You can avoid the checks: $2-sqrt{3}$ is irrational because $s=sqrt{3}$ is irrational and you can take $a=2$, $b=1$.
– egreg
Nov 17 at 16:56






You can avoid the checks: $2-sqrt{3}$ is irrational because $s=sqrt{3}$ is irrational and you can take $a=2$, $b=1$.
– egreg
Nov 17 at 16:56














@egreg Thanks, that's how its supposed to be done. I'm gonna edit my answer to reflect that.
– Eric kioko
Nov 21 at 18:53




@egreg Thanks, that's how its supposed to be done. I'm gonna edit my answer to reflect that.
– Eric kioko
Nov 21 at 18:53


















draft saved

draft discarded




















































Thanks for contributing an answer to Mathematics Stack Exchange!


  • Please be sure to answer the question. Provide details and share your research!

But avoid



  • Asking for help, clarification, or responding to other answers.

  • Making statements based on opinion; back them up with references or personal experience.


Use MathJax to format equations.

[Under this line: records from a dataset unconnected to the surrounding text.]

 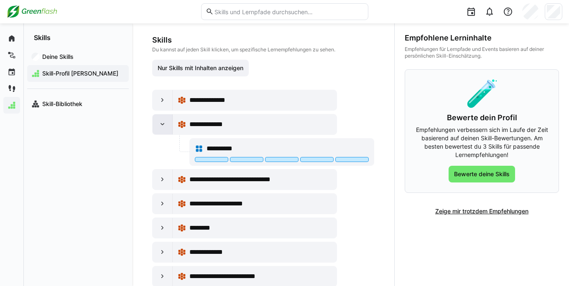 What do you see at coordinates (482, 38) in the screenshot?
I see `div: Empfohlene Lerninhalte` at bounding box center [482, 38].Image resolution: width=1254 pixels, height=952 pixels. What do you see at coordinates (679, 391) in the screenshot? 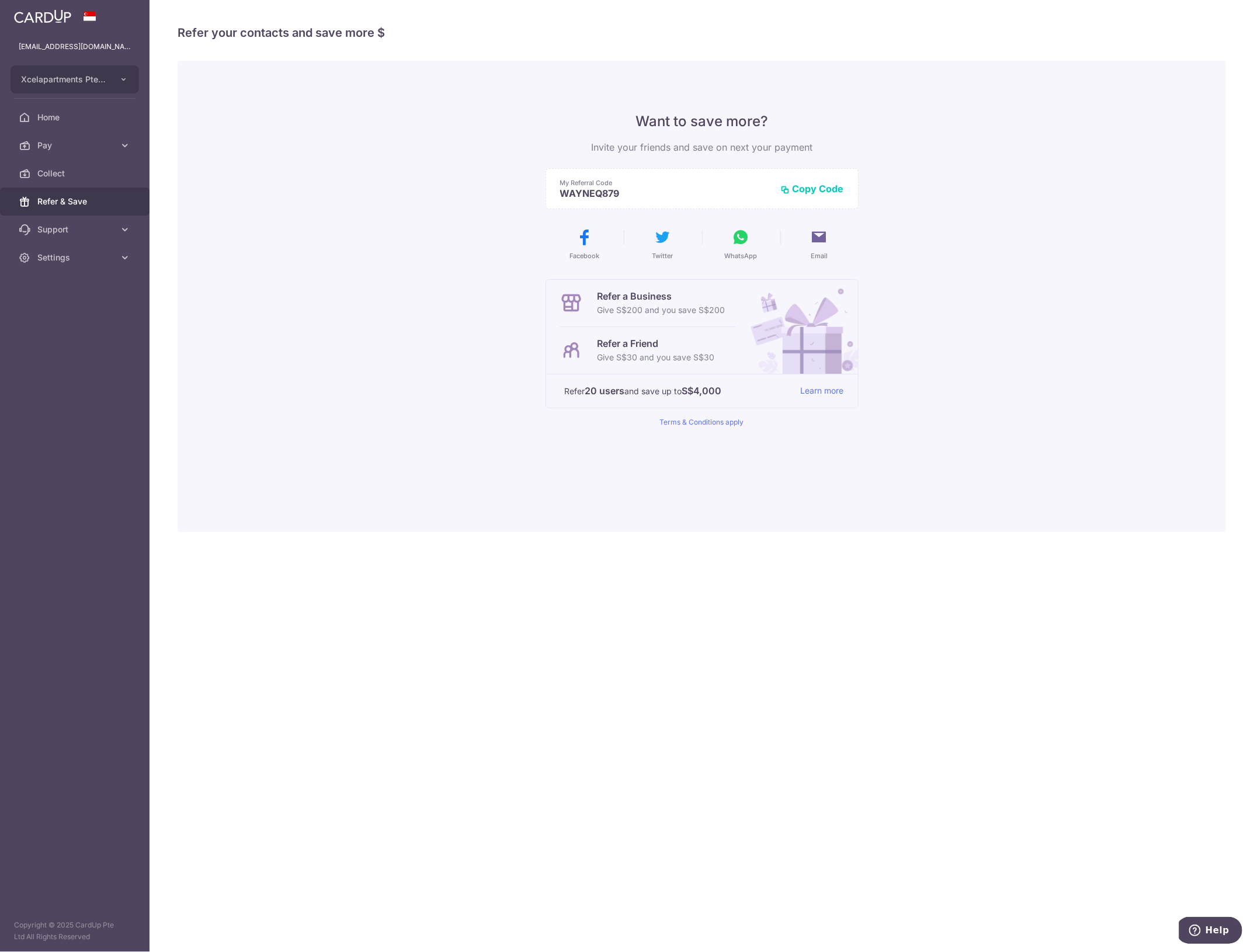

MathJax reference.


To learn more, see our tips on writing great answers.





Some of your past answers have not been well-received, and you're in danger of being blocked from answering.


Please pay close attention to the following guidance:


  • Please be sure to answer the question. Provide details and share your research!

But avoid



  • Asking for help, clarification, or responding to other answers.

  • Making statements based on opinion; back them up with references or personal experience.


To learn more, see our tips on writing great answers.




draft saved


draft discarded














StackExchange.ready(
function () {
StackExchange.openid.initPostLogin('.new-post-login', 'https%3a%2f%2fmath.stackexchange.com%2fquestions%2f3002325%2fproof-t-is-irrational-t-a-bs-given-a-and-b-are-rational-numbers-b-neq-0-a%23new-answer', 'question_page');
}
);

Post as a guest















Required, but never shown





















































Required, but never shown














Required, but never shown












Required, but never shown







Required, but never shown

































Required, but never shown














Required, but never shown












Required, but never shown







Required, but never shown







Popular posts from this blog

AnyDesk - Fatal Program Failure

How to calibrate 16:9 built-in touch-screen to a 4:3 resolution?